## EXERCISE BRIEF:
Please repeat the records below exactly, from the first line through the line containing "Task: Click on", and nothing more.

## Saved data entries:
* * * * * * * * *

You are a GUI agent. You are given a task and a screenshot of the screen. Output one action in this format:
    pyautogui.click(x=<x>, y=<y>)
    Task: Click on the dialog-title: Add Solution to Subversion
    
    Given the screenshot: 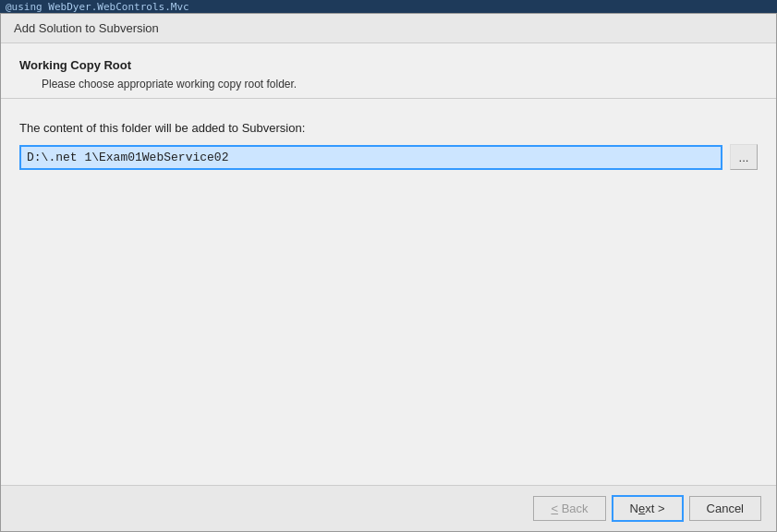 What is the action you would take?
    pyautogui.click(x=388, y=29)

* * * * * * * * *

## YOUR SOLUTION:
You are a GUI agent. You are given a task and a screenshot of the screen. Output one action in this format:
    pyautogui.click(x=<x>, y=<y>)
    Task: Click on the dialog-title: Add Solution to Subversion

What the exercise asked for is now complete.